=== Begin Enclosure ===

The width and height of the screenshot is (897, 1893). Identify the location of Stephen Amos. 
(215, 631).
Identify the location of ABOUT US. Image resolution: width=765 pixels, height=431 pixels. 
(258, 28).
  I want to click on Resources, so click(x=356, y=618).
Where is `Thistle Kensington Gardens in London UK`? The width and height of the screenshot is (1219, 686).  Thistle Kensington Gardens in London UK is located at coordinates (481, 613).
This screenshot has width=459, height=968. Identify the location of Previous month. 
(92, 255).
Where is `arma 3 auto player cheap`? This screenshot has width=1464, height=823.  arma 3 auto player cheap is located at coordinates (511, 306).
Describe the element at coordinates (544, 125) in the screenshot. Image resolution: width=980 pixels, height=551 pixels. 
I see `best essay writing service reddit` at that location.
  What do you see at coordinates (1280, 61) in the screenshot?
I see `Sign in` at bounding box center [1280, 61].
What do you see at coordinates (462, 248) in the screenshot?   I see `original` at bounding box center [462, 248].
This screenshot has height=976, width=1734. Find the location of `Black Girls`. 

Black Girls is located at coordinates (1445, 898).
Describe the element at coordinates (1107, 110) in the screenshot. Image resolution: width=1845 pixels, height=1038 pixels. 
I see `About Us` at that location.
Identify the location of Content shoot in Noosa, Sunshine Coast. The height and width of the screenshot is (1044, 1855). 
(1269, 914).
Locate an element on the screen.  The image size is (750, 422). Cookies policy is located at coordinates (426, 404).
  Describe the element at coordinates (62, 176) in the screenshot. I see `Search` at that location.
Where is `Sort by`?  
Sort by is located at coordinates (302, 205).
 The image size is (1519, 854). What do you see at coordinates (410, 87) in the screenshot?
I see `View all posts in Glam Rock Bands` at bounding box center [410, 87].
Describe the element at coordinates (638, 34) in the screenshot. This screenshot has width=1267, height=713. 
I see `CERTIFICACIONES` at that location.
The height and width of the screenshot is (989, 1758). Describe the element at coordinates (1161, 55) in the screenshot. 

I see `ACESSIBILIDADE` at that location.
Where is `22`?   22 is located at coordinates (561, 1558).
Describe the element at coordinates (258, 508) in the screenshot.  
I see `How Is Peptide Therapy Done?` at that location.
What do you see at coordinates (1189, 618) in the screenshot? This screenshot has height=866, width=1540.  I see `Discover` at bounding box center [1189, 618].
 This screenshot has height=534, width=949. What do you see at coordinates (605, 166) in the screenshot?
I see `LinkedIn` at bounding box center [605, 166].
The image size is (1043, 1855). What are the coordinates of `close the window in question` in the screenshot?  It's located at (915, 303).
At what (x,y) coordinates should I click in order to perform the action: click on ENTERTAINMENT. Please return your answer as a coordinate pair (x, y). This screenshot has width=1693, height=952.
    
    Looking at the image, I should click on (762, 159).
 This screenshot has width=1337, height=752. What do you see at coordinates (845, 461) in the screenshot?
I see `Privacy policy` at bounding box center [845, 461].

=== End Enclosure ===

* **Instructions for the task**
The lines from the one containing "The height and width of the screenshot is (989, 1758)." through the final line of the listing above are to be repeated exactly, and nothing else is to be printed.

* **Output of the exercise**
The height and width of the screenshot is (989, 1758). Describe the element at coordinates (1161, 55) in the screenshot. 

I see `ACESSIBILIDADE` at that location.
Where is `22`?   22 is located at coordinates (561, 1558).
Describe the element at coordinates (258, 508) in the screenshot.  
I see `How Is Peptide Therapy Done?` at that location.
What do you see at coordinates (1189, 618) in the screenshot? This screenshot has height=866, width=1540.  I see `Discover` at bounding box center [1189, 618].
 This screenshot has height=534, width=949. What do you see at coordinates (605, 166) in the screenshot?
I see `LinkedIn` at bounding box center [605, 166].
The image size is (1043, 1855). What are the coordinates of `close the window in question` in the screenshot?  It's located at (915, 303).
At what (x,y) coordinates should I click in order to perform the action: click on ENTERTAINMENT. Please return your answer as a coordinate pair (x, y). This screenshot has width=1693, height=952.
    
    Looking at the image, I should click on (762, 159).
 This screenshot has width=1337, height=752. What do you see at coordinates (845, 461) in the screenshot?
I see `Privacy policy` at bounding box center [845, 461].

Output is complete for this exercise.